Warrant was formed in Los Angeles in 1984 and Lane joined the group in 1986. Their style was typical of the L.A. Hair Metal bands of the day, but they were good enough to get signed by Columbia records in 1988. Their debut album "Dirty Rotten Filthy Stinking Rich" was hugely successful and included the power ballad "Heaven" which rose all the way to #2 on Billboard's Hot 100. The band's next effort, "Cherry Pie", sold huge numbers with the help of a suggestive MTV video. However, the MTV video proved to be a double-edged sword as many began to view Warrant as something of a novelty act. Lane soon left the band, though he rejoined it shortly (only to leave again later), and that set off a cascade of membership changes. Toss the beginning of the Grunge movement into the mix and Warrant was soon commercially irrelevant. More recently, Lane was working on a solo career and a side project called Saints of The Underground that included the 2008 release "Love The Sin Hate The Sinner". He was also battling his personal demons as demonstrated by a string of DUI arrests in recent years.
Jani Lane did provide the vocals for Warrant's lone contribution to the festive season, a rendering of the Kinks' "Father Christmas" which was included on the 2003 collection "We Wish You A Hairy Christmas".
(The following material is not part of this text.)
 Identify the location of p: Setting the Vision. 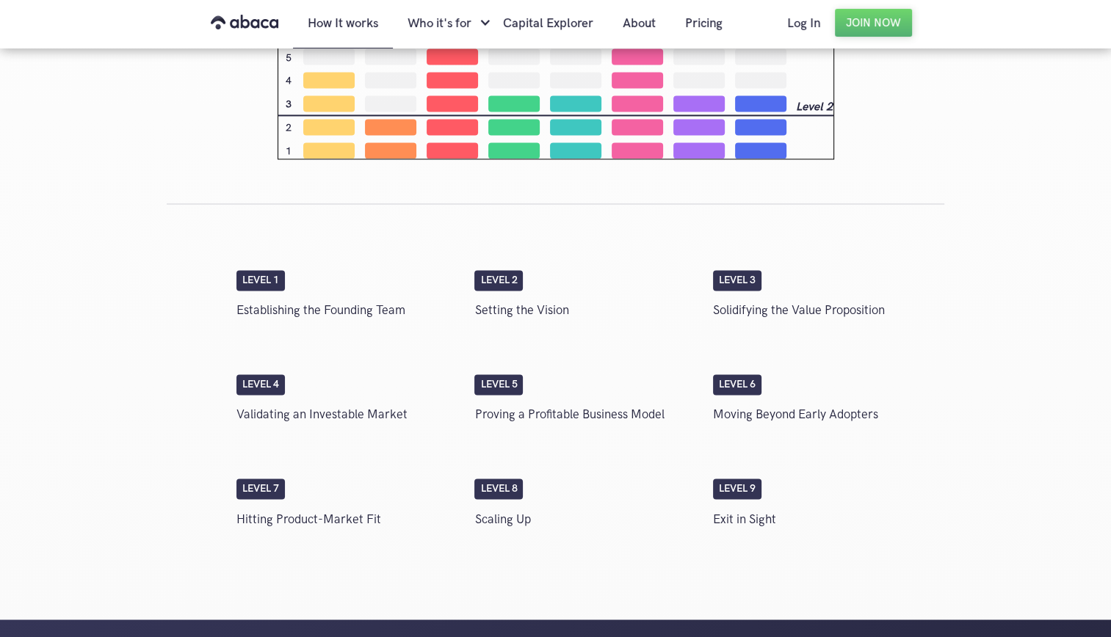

Marshall Grant was Cash's original bass player, providing the distinctive "boom chicka boom" backing to hits like "Ring Of Fire" and "I Walk The Line". In spite of arguments over Cash's drug use and money issues that led to Grant being fired in 1980, the two men were close and Grant was helping to put on the Johnny Cash Festival (raising money to restore and preserve the Cash family home) at the time of his death. After leaving Cash's band, Grant went on to manage the Statler Brothers until they retired in 2002. Luther Perkins, the other half of The Tennessee Two, died in 1968.
Grant's memoir, I Was There When It Happened: My Life With Johnny Cash, was published 1n 2006.
They were born the Ward triplets in the Panama Canal Zone and raised in Washington DC. "Even though we didn't have any talent," Milly told People magazine in 1988, "we knew we wanted to be in show business." So they bought guitars, dyed their hair blond and renamed themselves the Del Rubio Triplets. To hear them tell it, they spent the next several years working clubs overseas. They briefly stopped performing after their mother died, but eventually the bug got them once again and they began performing in hospitals and such in the seventies. By 1979, they were working lounges and clubs again and, in 1985, they were "discovered" by songwriter Allee Willis who began presenting them at her parties.
The Del Rubio Triplets found their success late in life. But, for about ten years, they were very much in demand, appearing on countless television shows and selling their share of albums. Their "act" was a little bizarre--three women in their sixties wearing short skirts and singing everything from Nat King Cole to the Rolling Stones--but they were so utterly charming that most everyone found them irresistible.
After Eadie died in 1996, the Del Rubios ceased performing. As Willis noted, "They always said to me that they were one person with three heads and that was completely true. They were completely dysfunctional without the other." When Elena died in 2001, Milly was left alone and she never completely recovered from the loss of her sisters.
Although their biggest "hit" was a cover of Devo's "Whip It", the Del Rubio Triplets may best be remembered for their appearance on Pee Wee Herman's Christmas special in 1988. A full album of Christmas songs, "Jingle Belles", followed in 1991.